I’d be all for suing the banks. If we weren’t all liable for their debts now, making it just a little self-defeating. But how do property investors get to sue them? These were the ones trying to make money out of house prices magically going up forever. The only people they should have a right to sue are their parents, for breeding them too stupid to breathe and tie their shoes at the same time.

Ah, because the banks lent recklessly. True – though this does overlook the fact that the people they were lending recklessly too were the property investors who were borrowing recklessly. It’s the alcoholic’s justification: they didn’t drink too much. They were over-served.

Having destroyed our economy with their bare-bollocked, dribble-soaked avarice, property speculators have decided that they were the real victims here.

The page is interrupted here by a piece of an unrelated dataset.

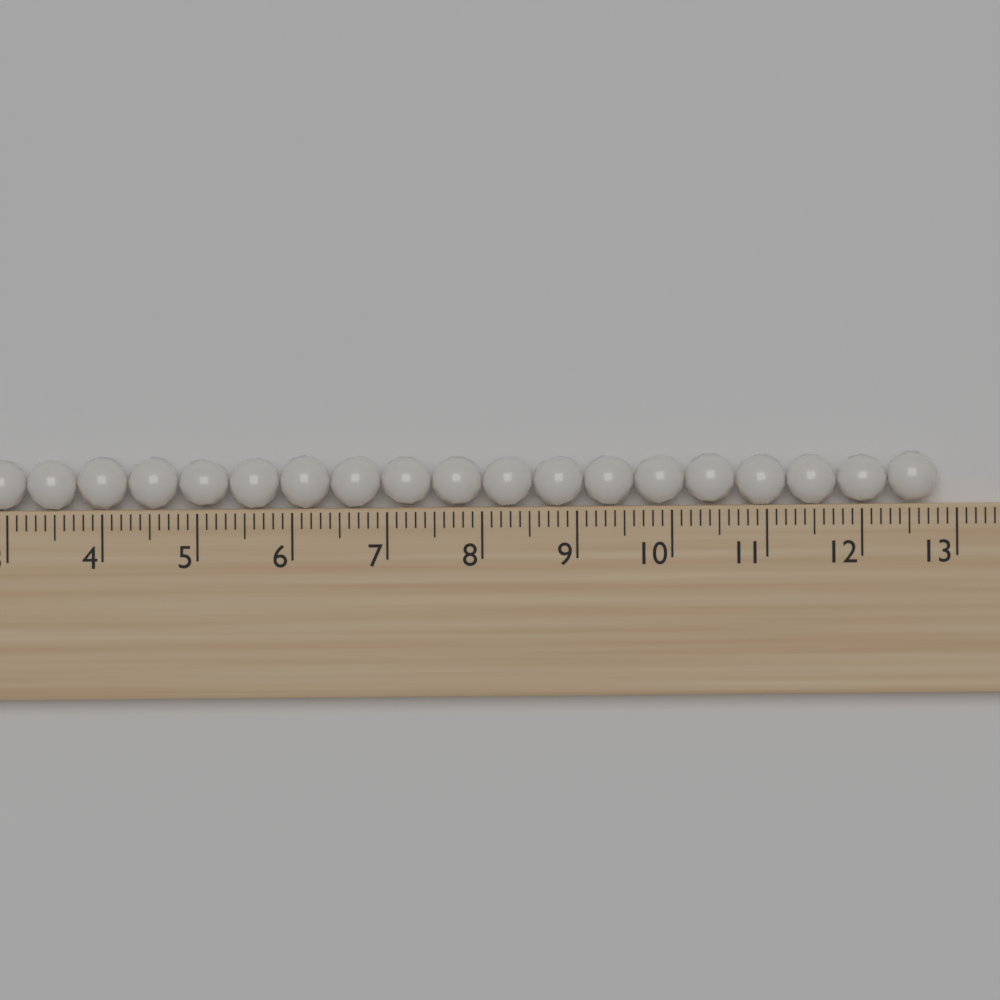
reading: 12.8 (no unit)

So once we’ve finished selling our hospitals to pay off foreign banks, they want whatever’s left.

At what point does it become legal to hunt these people down with dogs?

Categories
Politics

Cowen Collapses Into Black Hole

A Black Hole Earlier Today

This appears to be what happened: Several cabinet ministers did not want to run in the election – particularly once they knew they’d be doing it with Brian Cowen as leader. So he wanted to replace them with fresh new faces, presumably in the hope that voters would fool themselves into thinking they weren’t looking at the same old Fianna Fáil.

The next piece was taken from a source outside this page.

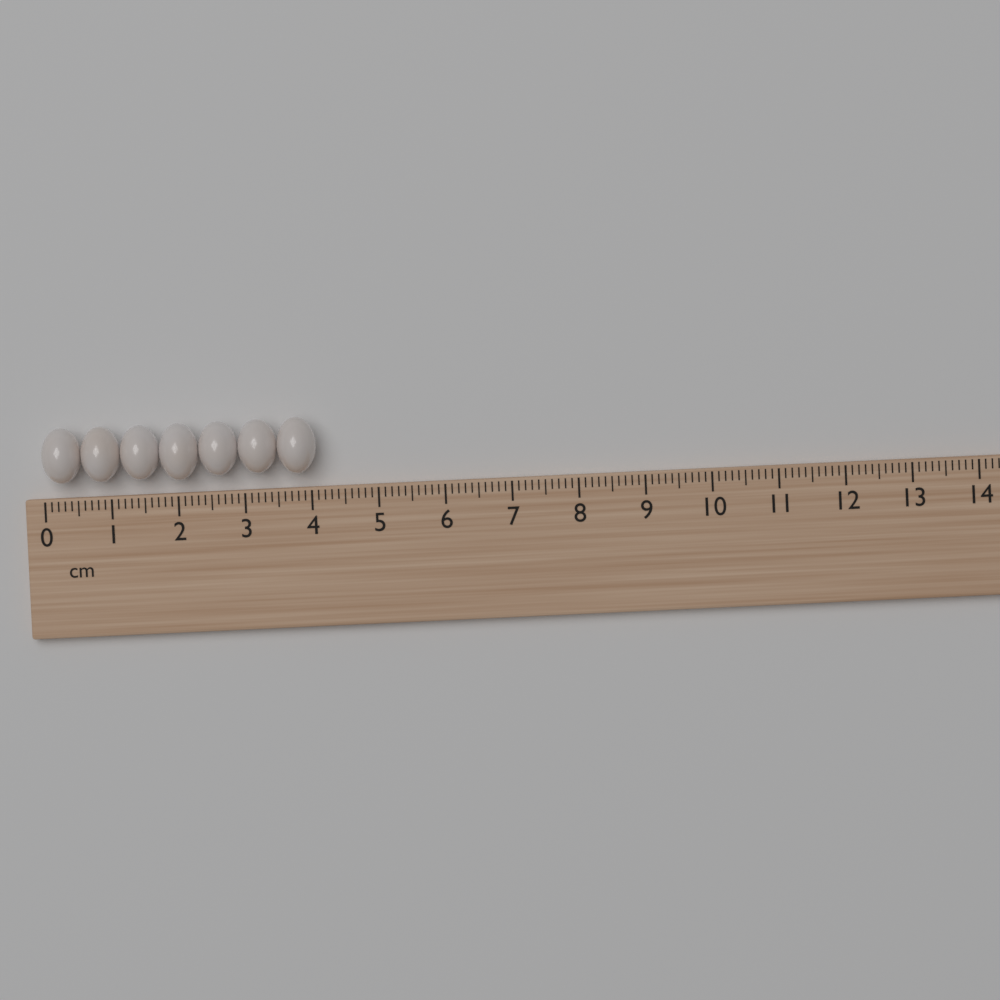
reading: 4.1 cm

The Greens were less than happy with what they perceived as the conversion of the cabinet into an electoral window display. They said they would pull out of government rather than accept the appointments. As that would precipitate an election, Cowen instead shared the portfolios out among the remaining cabinet members, and finally chose the election date – March 11th – in the hope that this would stay the Greens’ hand. (We’ll see.) His backbenchers meanwhile were busy explaining to the press that they wouldn’t have accepted cabinet posts anyway. They now perceive that their best hope of holding onto their seats lies in distancing themselves from Cowen as far and as quickly as possible.

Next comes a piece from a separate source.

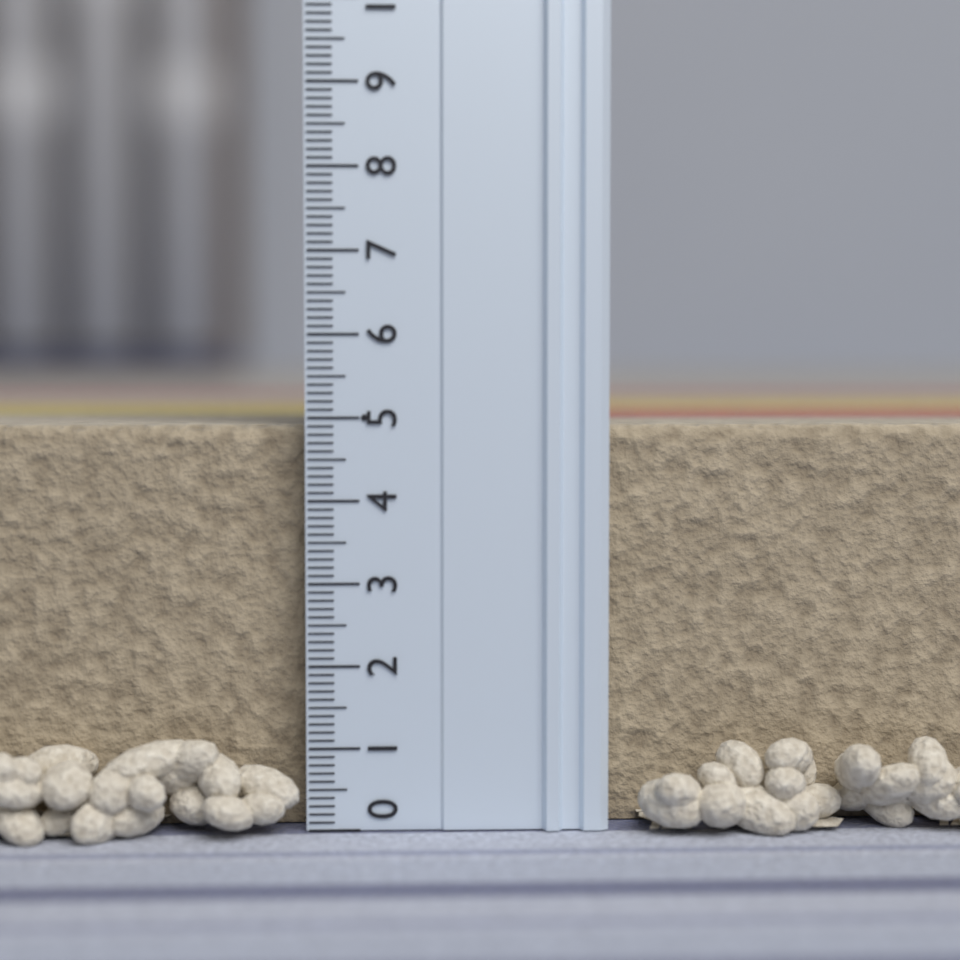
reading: 4.9 (no unit)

So Cowen’s attempt to assert his authority and remain leader has unravelled. If there is any surprising part, it’s that the man who is inexorably steering his party into its greatest election defeat ever thought he had any authority to assert. No doubt he sees himself not as the man responsible for his country’s woes, but as the man to lead us out of them. The problem is though, that as the Taoiseach who gave us the ruinous blanket bank guarantee and Minister for Finance throughout most of the economy-wrecking property bubble, he is the man most responsible for his country’s woes.

At least, of those still around. Which isn’t quite fair on him of course. More of the blame for the bubble belongs to his predecessor Bertie Ahern, just as responsibility for the party’s corruption under Ahern really belongs more to his predecessor. (It’s easy to imagine that the failures of modern Fianna Fáil can be traced back to character flaws in DeValera himself; flaws which were minor then but have been cultured within the party over decades.) Though this might as well be Cowen’s political epitaph, his going makes little difference. The leader is just the bit stuck on the front. The problem with Fianna Fáil – and of the wider political culture – go right to the roots and require far more thorough changes than one of mere leadership.

The coming election is the first real hope we have ever had of that change.

  1. Micháel Martin looks decent and honest and innocent? Remember, we thought that about Bertie Ahern once.